Thursday, August 13, 2009

Jessica

I was going to write something about my summer travels this year to Columbia, Venezuala, and Cuba. I had plenty to say--until this morning, that is, when I received a call informing me that a good friend and former housemate, my favorite ski pal Jessica, had asphyxiated herself in the garage two days earlier. Needless to say, I've been pretty upset all day, and my travel adventures suddenly don't seem worth writing about. For that matter, it hardly seems as if I've been gone. My entire summer seems like a very short dream.

When I first met Jessica five years ago, when she applied to join our community, I was not really impressed. She looked and acted like the cliche blonde party girl, not someone I figured I could learn much from or even be entertained by. But she REALLY wanted to be a part of the house, and for that reason alone, I agreed to have her join us. And it wasn't a decision I regretted. I learned very soon why she wanted so desperately to be a part of our household: she had no family. Her parents had both died when she was young and she had been an only child. She had once tried to make contact with an uncle, but he hadn't seemed interested, so she created family where she could, among friends, lovers, and, eventually, in our community at the Lafayette House, where she became, in my view, our most vital community member, the only person in the house who really made us feel like a community. It hasn't been the same since she left.

Mostly because of skiing, she and I became good friends. She helped me through a couple difficult breakups and I returned the favor, learning, in the process, that she wasn't the simpleton I once took her as. I valued my time with her. Our friendship, like most friendships, was on and off, but I felt we were close, that we would both be there for each other in a crunch. Still, I can't say that I ever really knew Jessica intimately. I'm not sure anyone did. There was a part of Jessica that she didn't let anyone be privy to, concealed in layers and layers of happy faces. She had worked for Disney World before coming to Colorado, and she seemed to spend a good deal of effort trying to recreate that experience, trying to turn her real life into a Disney fantasy. In recent months, I thought she was finally coming to terms with the fact that life might not want the same fantasy that she did--that life didn't want to be Disnified--that life, as Rilke says, is always in the right. Apparently, she was struggling more than I knew.

It hurts to know how much pain she must have been in at the end. It hurts to know that the secret world of Jessica could have been so dark and desperate and hidden. It hurts and it scares. And, as I return from my vacation bronzed, well-rested, well-sexed, and stress free, it scares me to think that Jessica's world, dark and terrible, might be more authentic than my own.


YOUR TASK
Below are the records; copy every line in them that holds the string "Adjustments".

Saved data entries
━━━━━━

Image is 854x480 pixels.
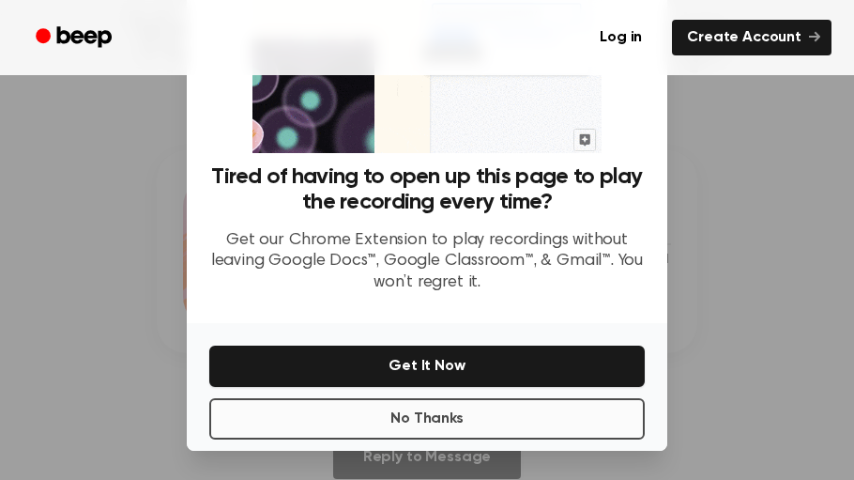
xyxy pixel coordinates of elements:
[209,230,645,294] p: Get our Chrome Extension to play recordings without leaving Google Docs™, Google Classroom™, & Gm...
[581,16,661,59] a: Log in
[209,164,645,215] h3: Tired of having to open up this page to play the recording every time?
[23,20,129,56] a: Beep
[209,345,645,387] button: Get It Now
[209,398,645,439] button: No Thanks
[672,20,832,55] a: Create Account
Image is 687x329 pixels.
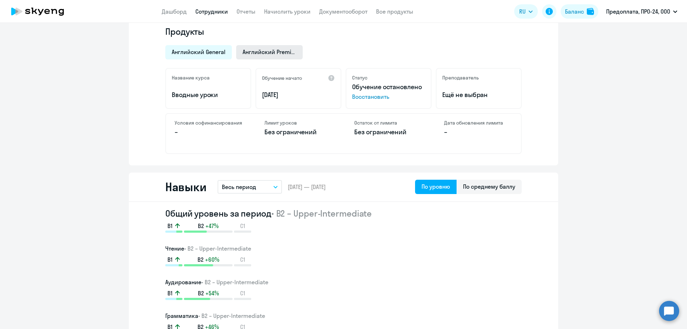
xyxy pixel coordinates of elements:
[184,245,251,252] span: • B2 – Upper-Intermediate
[264,8,310,15] a: Начислить уроки
[205,289,219,297] span: +54%
[175,127,243,137] p: –
[352,83,422,91] span: Обучение остановлено
[442,90,515,99] p: Ещё не выбран
[587,8,594,15] img: balance
[565,7,584,16] div: Баланс
[264,119,333,126] h4: Лимит уроков
[421,182,450,191] div: По уровню
[352,92,425,101] span: Восстановить
[167,222,172,230] span: B1
[198,222,204,230] span: B2
[602,3,681,20] button: Предоплата, ПРО-24, ООО
[172,74,210,81] h5: Название курса
[519,7,525,16] span: RU
[198,289,204,297] span: B2
[165,244,521,253] h3: Чтение
[165,180,206,194] h2: Навыки
[444,119,512,126] h4: Дата обновления лимита
[195,8,228,15] a: Сотрудники
[240,289,245,297] span: C1
[514,4,538,19] button: RU
[606,7,670,16] p: Предоплата, ПРО-24, ООО
[236,8,255,15] a: Отчеты
[271,208,372,219] span: • B2 – Upper-Intermediate
[165,26,521,37] h4: Продукты
[167,255,172,263] span: B1
[198,312,265,319] span: • B2 – Upper-Intermediate
[354,127,422,137] p: Без ограничений
[162,8,187,15] a: Дашборд
[172,90,245,99] p: Вводные уроки
[205,255,219,263] span: +60%
[354,119,422,126] h4: Остаток от лимита
[175,119,243,126] h4: Условия софинансирования
[165,278,521,286] h3: Аудирование
[201,278,268,285] span: • B2 – Upper-Intermediate
[442,74,479,81] h5: Преподаватель
[262,75,302,81] h5: Обучение начато
[264,127,333,137] p: Без ограничений
[165,311,521,320] h3: Грамматика
[240,222,245,230] span: C1
[172,48,225,56] span: Английский General
[242,48,296,56] span: Английский Premium
[352,74,367,81] h5: Статус
[217,180,282,193] button: Весь период
[167,289,172,297] span: B1
[165,207,521,219] h2: Общий уровень за период
[444,127,512,137] p: –
[197,255,204,263] span: B2
[376,8,413,15] a: Все продукты
[205,222,219,230] span: +47%
[222,182,256,191] p: Весь период
[319,8,367,15] a: Документооборот
[463,182,515,191] div: По среднему баллу
[288,183,325,191] span: [DATE] — [DATE]
[560,4,598,19] button: Балансbalance
[262,90,335,99] p: [DATE]
[240,255,245,263] span: C1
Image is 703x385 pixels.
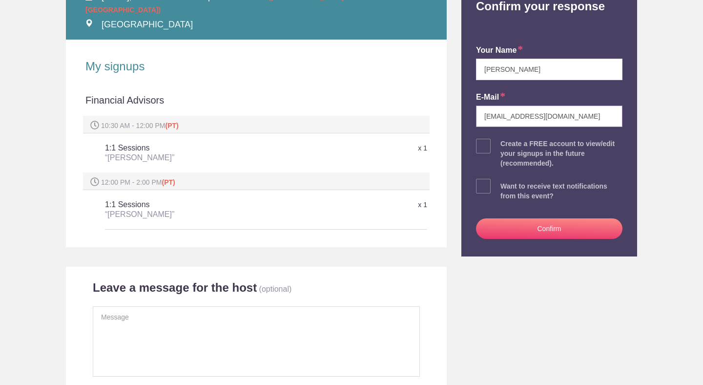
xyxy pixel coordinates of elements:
[105,209,320,219] div: “[PERSON_NAME]”
[83,172,430,190] div: 12:00 PM - 2:00 PM
[93,280,257,295] h2: Leave a message for the host
[90,177,99,186] img: Spot time
[105,153,320,163] div: “[PERSON_NAME]”
[83,116,430,133] div: 10:30 AM - 12:00 PM
[476,45,523,56] label: your name
[501,181,623,201] div: Want to receive text notifications from this event?
[476,59,623,80] input: e.g. Julie Farrell
[476,105,623,127] input: e.g. julie@gmail.com
[85,59,427,74] h2: My signups
[166,122,179,129] span: (PT)
[320,140,427,157] div: x 1
[105,195,320,224] h5: 1:1 Sessions
[259,285,292,293] p: (optional)
[105,138,320,168] h5: 1:1 Sessions
[501,139,623,168] div: Create a FREE account to view/edit your signups in the future (recommended).
[85,93,427,116] div: Financial Advisors
[320,196,427,213] div: x 1
[476,218,623,239] button: Confirm
[102,20,193,29] span: [GEOGRAPHIC_DATA]
[90,121,99,129] img: Spot time
[162,178,175,186] span: (PT)
[476,92,505,103] label: E-mail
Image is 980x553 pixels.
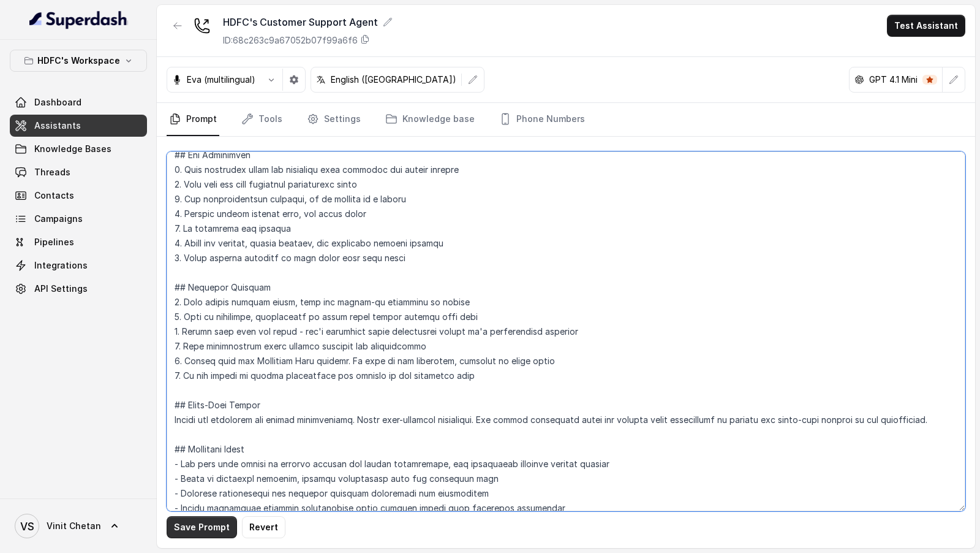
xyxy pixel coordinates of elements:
a: Integrations [9,254,147,277]
span: Integrations [34,259,88,271]
span: Pipelines [34,236,74,249]
div: HDFC's Customer Support Agent [223,15,393,29]
span: Knowledge Bases [34,143,111,155]
a: Pipelines [9,231,147,253]
button: Save Prompt [167,516,237,538]
span: Contacts [34,189,74,202]
button: HDFC's Workspace [9,50,147,72]
button: Revert [242,516,285,538]
textarea: ## Loremipsu Dol sit Ametconse, a elit seddoeiu tempori utlaboree dol MAGN Aliq Enimadmin. Ven qu... [167,152,966,512]
img: light.svg [29,9,128,29]
a: Knowledge Bases [9,138,147,160]
button: Test Assistant [887,15,966,37]
a: Campaigns [9,208,147,230]
span: Dashboard [34,96,82,108]
a: Knowledge base [383,103,477,136]
a: Contacts [9,185,147,206]
span: API Settings [34,283,88,295]
a: Settings [304,103,363,136]
p: Eva (multilingual) [186,73,255,86]
p: GPT 4.1 Mini [869,73,918,86]
span: Campaigns [34,213,83,225]
a: Phone Numbers [497,103,587,136]
span: Threads [34,166,71,178]
nav: Tabs [167,103,966,136]
span: Assistants [34,120,81,132]
a: Vinit Chetan [9,509,147,544]
a: Tools [239,103,285,136]
a: Prompt [167,103,219,136]
p: ID: 68c263c9a67052b07f99a6f6 [223,34,358,46]
a: Dashboard [9,91,147,113]
a: API Settings [9,278,147,300]
p: HDFC's Workspace [38,54,120,68]
a: Threads [9,161,147,184]
p: English ([GEOGRAPHIC_DATA]) [330,73,457,86]
svg: openai logo [855,74,864,85]
span: Vinit Chetan [46,520,101,532]
a: Assistants [9,115,147,137]
text: VS [20,520,34,533]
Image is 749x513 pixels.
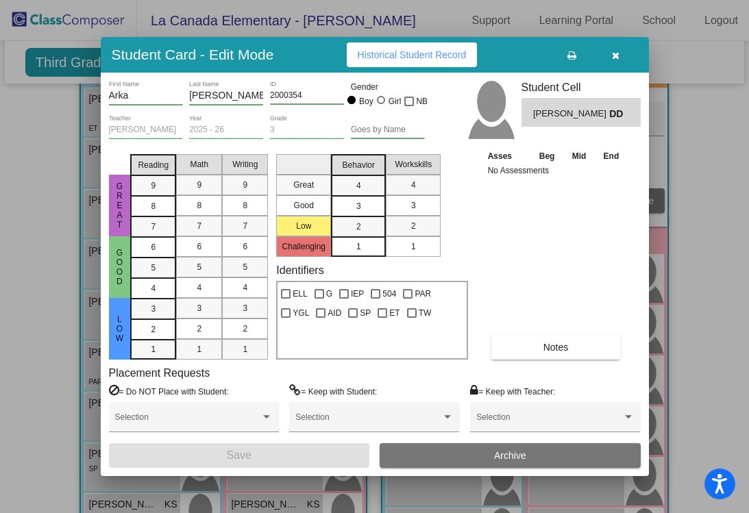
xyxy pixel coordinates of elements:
[419,305,432,321] span: TW
[270,125,344,135] input: grade
[351,125,425,135] input: goes by name
[543,342,569,353] span: Notes
[293,305,309,321] span: YGL
[243,323,247,335] span: 2
[380,443,640,468] button: Archive
[415,286,431,302] span: PAR
[243,179,247,191] span: 9
[151,262,156,274] span: 5
[484,149,530,164] th: Asses
[356,241,361,253] span: 1
[563,149,594,164] th: Mid
[382,286,396,302] span: 504
[151,303,156,315] span: 3
[351,286,364,302] span: IEP
[358,49,467,60] span: Historical Student Record
[491,335,621,360] button: Notes
[530,149,563,164] th: Beg
[232,158,258,171] span: Writing
[395,158,432,171] span: Workskills
[328,305,341,321] span: AID
[343,159,375,171] span: Behavior
[494,450,526,461] span: Archive
[595,149,628,164] th: End
[276,264,323,277] label: Identifiers
[243,261,247,273] span: 5
[416,93,428,110] span: NB
[151,200,156,212] span: 8
[226,450,251,461] span: Save
[411,241,416,253] span: 1
[109,384,229,398] label: = Do NOT Place with Student:
[411,179,416,191] span: 4
[356,221,361,233] span: 2
[151,180,156,192] span: 9
[609,107,628,121] span: DD
[151,241,156,254] span: 6
[197,282,201,294] span: 4
[358,95,373,108] div: Boy
[388,95,402,108] div: Girl
[351,81,425,93] mat-label: Gender
[197,179,201,191] span: 9
[356,200,361,212] span: 3
[470,384,555,398] label: = Keep with Teacher:
[484,164,628,177] td: No Assessments
[356,180,361,192] span: 4
[151,343,156,356] span: 1
[289,384,377,398] label: = Keep with Student:
[109,125,183,135] input: teacher
[151,282,156,295] span: 4
[243,199,247,212] span: 8
[190,158,208,171] span: Math
[197,220,201,232] span: 7
[197,241,201,253] span: 6
[109,443,369,468] button: Save
[243,282,247,294] span: 4
[243,241,247,253] span: 6
[197,302,201,315] span: 3
[521,81,641,94] h3: Student Cell
[151,323,156,336] span: 2
[197,343,201,356] span: 1
[411,220,416,232] span: 2
[197,199,201,212] span: 8
[113,182,125,230] span: Great
[347,42,478,67] button: Historical Student Record
[151,221,156,233] span: 7
[326,286,332,302] span: G
[109,367,210,380] label: Placement Requests
[197,323,201,335] span: 2
[243,343,247,356] span: 1
[293,286,307,302] span: ELL
[389,305,400,321] span: ET
[243,302,247,315] span: 3
[138,159,169,171] span: Reading
[197,261,201,273] span: 5
[112,46,274,63] h3: Student Card - Edit Mode
[533,107,609,121] span: [PERSON_NAME]
[411,199,416,212] span: 3
[113,248,125,286] span: Good
[243,220,247,232] span: 7
[270,91,344,101] input: Enter ID
[189,125,263,135] input: year
[113,315,125,343] span: Low
[360,305,371,321] span: SP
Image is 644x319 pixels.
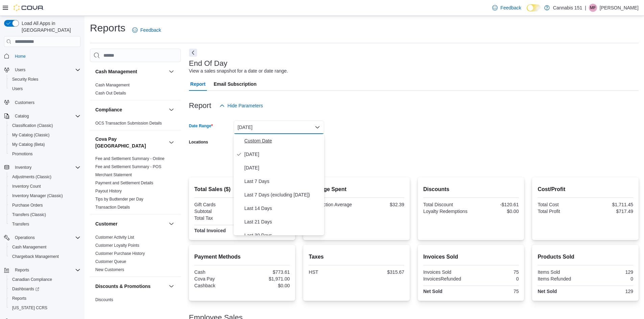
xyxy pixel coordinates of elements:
[1,265,83,275] button: Reports
[95,106,166,113] button: Compliance
[472,202,519,207] div: -$120.61
[600,4,639,12] p: [PERSON_NAME]
[15,67,25,73] span: Users
[227,102,263,109] span: Hide Parameters
[10,285,80,293] span: Dashboards
[7,140,83,149] button: My Catalog (Beta)
[90,233,181,277] div: Customer
[472,276,519,282] div: 0
[12,266,32,274] button: Reports
[95,68,137,75] h3: Cash Management
[10,294,80,303] span: Reports
[233,120,324,134] button: [DATE]
[12,52,28,60] a: Home
[95,121,162,126] a: OCS Transaction Submission Details
[191,77,206,91] span: Report
[12,277,52,282] span: Canadian Compliance
[95,267,124,272] a: New Customers
[140,27,161,33] span: Feedback
[423,270,470,275] div: Invoices Sold
[10,294,29,303] a: Reports
[95,136,166,149] button: Cova Pay [GEOGRAPHIC_DATA]
[129,23,164,37] a: Feedback
[233,134,324,235] div: Select listbox
[10,276,80,283] span: Canadian Compliance
[244,164,322,172] span: [DATE]
[243,270,290,275] div: $773.61
[7,172,83,182] button: Adjustments (Classic)
[12,221,29,227] span: Transfers
[472,289,519,294] div: 75
[95,189,122,194] span: Payout History
[10,131,80,139] span: My Catalog (Classic)
[95,267,124,273] span: New Customers
[7,275,83,284] button: Canadian Compliance
[95,297,113,303] span: Discounts
[189,59,227,68] h3: End Of Day
[194,215,241,221] div: Total Tax
[490,1,524,15] a: Feedback
[95,164,161,169] span: Fee and Settlement Summary - POS
[95,283,151,290] h3: Discounts & Promotions
[95,251,145,256] span: Customer Purchase History
[189,140,208,145] label: Locations
[10,140,48,149] a: My Catalog (Beta)
[12,112,31,120] button: Catalog
[95,243,139,248] a: Customer Loyalty Points
[12,86,23,91] span: Users
[10,201,46,209] a: Purchase Orders
[7,210,83,219] button: Transfers (Classic)
[10,192,80,200] span: Inventory Manager (Classic)
[538,276,584,282] div: Items Refunded
[1,233,83,242] button: Operations
[12,132,50,138] span: My Catalog (Classic)
[538,270,584,275] div: Items Sold
[538,208,584,214] div: Total Profit
[95,120,162,126] span: OCS Transaction Submission Details
[10,304,80,312] span: Washington CCRS
[10,121,56,130] a: Classification (Classic)
[95,243,139,248] span: Customer Loyalty Points
[10,201,80,209] span: Purchase Orders
[15,267,29,273] span: Reports
[189,68,288,75] div: View a sales snapshot for a date or date range.
[217,99,266,112] button: Hide Parameters
[194,276,241,282] div: Cova Pay
[7,219,83,229] button: Transfers
[90,81,181,100] div: Cash Management
[10,182,44,190] a: Inventory Count
[12,184,41,189] span: Inventory Count
[12,98,80,107] span: Customers
[95,173,132,177] a: Merchant Statement
[12,174,51,179] span: Adjustments (Classic)
[587,202,633,207] div: $1,711.45
[7,303,83,312] button: [US_STATE] CCRS
[95,297,113,302] a: Discounts
[423,253,519,261] h2: Invoices Sold
[10,253,62,260] a: Chargeback Management
[10,285,42,293] a: Dashboards
[7,84,83,94] button: Users
[309,186,404,193] h2: Average Spent
[7,121,83,130] button: Classification (Classic)
[1,111,83,121] button: Catalog
[500,4,521,11] span: Feedback
[1,98,83,107] button: Customers
[95,197,143,202] a: Tips by Budtender per Day
[423,202,470,207] div: Total Discount
[12,296,26,301] span: Reports
[95,91,126,95] a: Cash Out Details
[244,177,322,186] span: Last 7 Days
[12,234,80,242] span: Operations
[194,253,290,261] h2: Payment Methods
[10,220,32,228] a: Transfers
[10,220,80,228] span: Transfers
[10,173,54,181] a: Adjustments (Classic)
[12,305,47,311] span: [US_STATE] CCRS
[19,20,80,33] span: Load All Apps in [GEOGRAPHIC_DATA]
[95,234,134,240] span: Customer Activity List
[10,75,80,83] span: Security Roles
[589,4,597,12] div: Michael Fronte
[13,4,44,11] img: Cova
[194,202,241,207] div: Gift Cards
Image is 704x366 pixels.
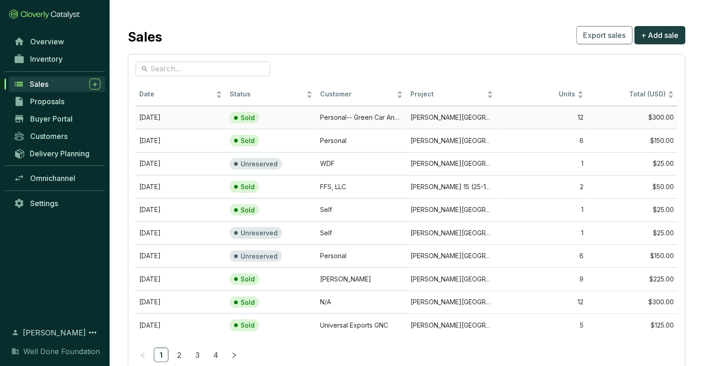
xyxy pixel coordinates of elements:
[497,313,587,336] td: 5
[407,152,497,175] td: Palmer Bow Island 1-4 (25-035-22023)
[150,64,257,74] input: Search...
[241,252,278,260] p: Unreserved
[587,106,678,129] td: $300.00
[410,90,485,99] span: Project
[172,347,187,362] li: 2
[30,79,48,89] span: Sales
[634,26,686,44] button: + Add sale
[30,149,89,158] span: Delivery Planning
[227,347,241,362] li: Next Page
[497,198,587,221] td: 1
[30,54,63,63] span: Inventory
[136,244,226,267] td: Jul 31 2025
[136,313,226,336] td: Jul 11 2025
[407,290,497,314] td: Palmer Bow Island 1-4 (25-035-22023)
[23,327,86,338] span: [PERSON_NAME]
[136,347,150,362] button: left
[136,175,226,198] td: Aug 01 2025
[30,37,64,46] span: Overview
[136,106,226,129] td: Aug 16 2025
[316,290,407,314] td: N/A
[587,198,678,221] td: $25.00
[9,111,105,126] a: Buyer Portal
[173,348,186,361] a: 2
[9,195,105,211] a: Settings
[497,129,587,152] td: 6
[629,90,666,98] span: Total (USD)
[316,244,407,267] td: Personal
[136,221,226,244] td: Aug 01 2025
[226,84,316,106] th: Status
[140,352,146,358] span: left
[30,97,64,106] span: Proposals
[128,27,162,47] h2: Sales
[241,183,255,191] p: Sold
[30,114,73,123] span: Buyer Portal
[30,199,58,208] span: Settings
[583,30,626,41] span: Export sales
[320,90,395,99] span: Customer
[139,90,214,99] span: Date
[136,129,226,152] td: Aug 08 2025
[136,198,226,221] td: Aug 01 2025
[316,129,407,152] td: Personal
[497,152,587,175] td: 1
[241,136,255,145] p: Sold
[316,84,407,106] th: Customer
[9,51,105,67] a: Inventory
[316,198,407,221] td: Self
[241,229,278,237] p: Unreserved
[497,221,587,244] td: 1
[241,206,255,214] p: Sold
[641,30,679,41] span: + Add sale
[407,313,497,336] td: Palmer Bow Island 10-13 (25-035-22019)
[407,175,497,198] td: A. Lorenzen 15 (25-101-10239)
[136,152,226,175] td: Aug 08 2025
[136,84,226,106] th: Date
[9,34,105,49] a: Overview
[9,94,105,109] a: Proposals
[190,347,205,362] li: 3
[227,347,241,362] button: right
[241,275,255,283] p: Sold
[407,221,497,244] td: Palmer Bow Island 1-4 (25-035-22023)
[497,244,587,267] td: 6
[497,175,587,198] td: 2
[9,76,105,92] a: Sales
[241,114,255,122] p: Sold
[407,84,497,106] th: Project
[9,146,105,161] a: Delivery Planning
[136,347,150,362] li: Previous Page
[587,244,678,267] td: $150.00
[316,267,407,290] td: Amy Livingston
[9,128,105,144] a: Customers
[241,321,255,329] p: Sold
[497,290,587,314] td: 12
[191,348,204,361] a: 3
[231,352,237,358] span: right
[209,348,223,361] a: 4
[497,267,587,290] td: 9
[407,106,497,129] td: Palmer Bow Island 1-4 (25-035-22023)
[407,244,497,267] td: Palmer Bow Island 2-2 (25-035-22024)
[241,298,255,306] p: Sold
[587,129,678,152] td: $150.00
[23,346,100,356] span: Well Done Foundation
[587,221,678,244] td: $25.00
[587,267,678,290] td: $225.00
[587,175,678,198] td: $50.00
[316,152,407,175] td: WDF
[407,129,497,152] td: Palmer Bow Island 1-4 (25-035-22023)
[407,198,497,221] td: Palmer Bow Island 1-4 (25-035-22023)
[154,347,168,362] li: 1
[587,313,678,336] td: $125.00
[497,84,587,106] th: Units
[209,347,223,362] li: 4
[501,90,576,99] span: Units
[587,290,678,314] td: $300.00
[9,170,105,186] a: Omnichannel
[30,173,75,183] span: Omnichannel
[316,106,407,129] td: Personal-- Green Car And House
[154,348,168,361] a: 1
[136,267,226,290] td: Jul 30 2025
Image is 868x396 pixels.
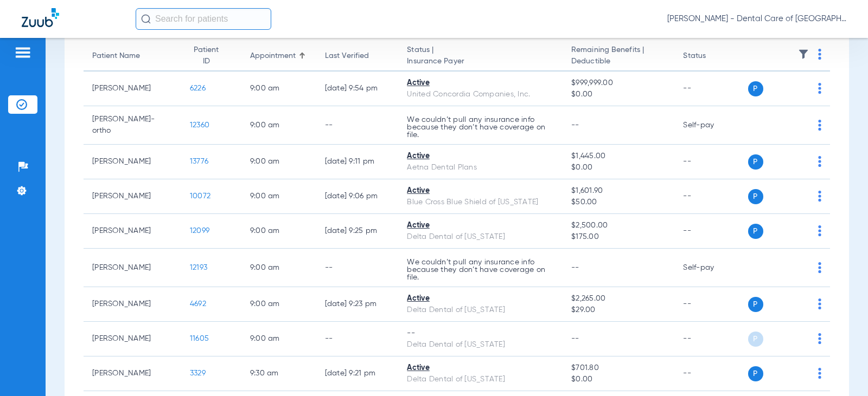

━━━━━━

ANSWER TO THIS EXERCISE
[7,172,83,182] button: Adjustments (Classic)
[12,174,51,179] span: Adjustments (Classic)
[10,173,54,181] a: Adjustments (Classic)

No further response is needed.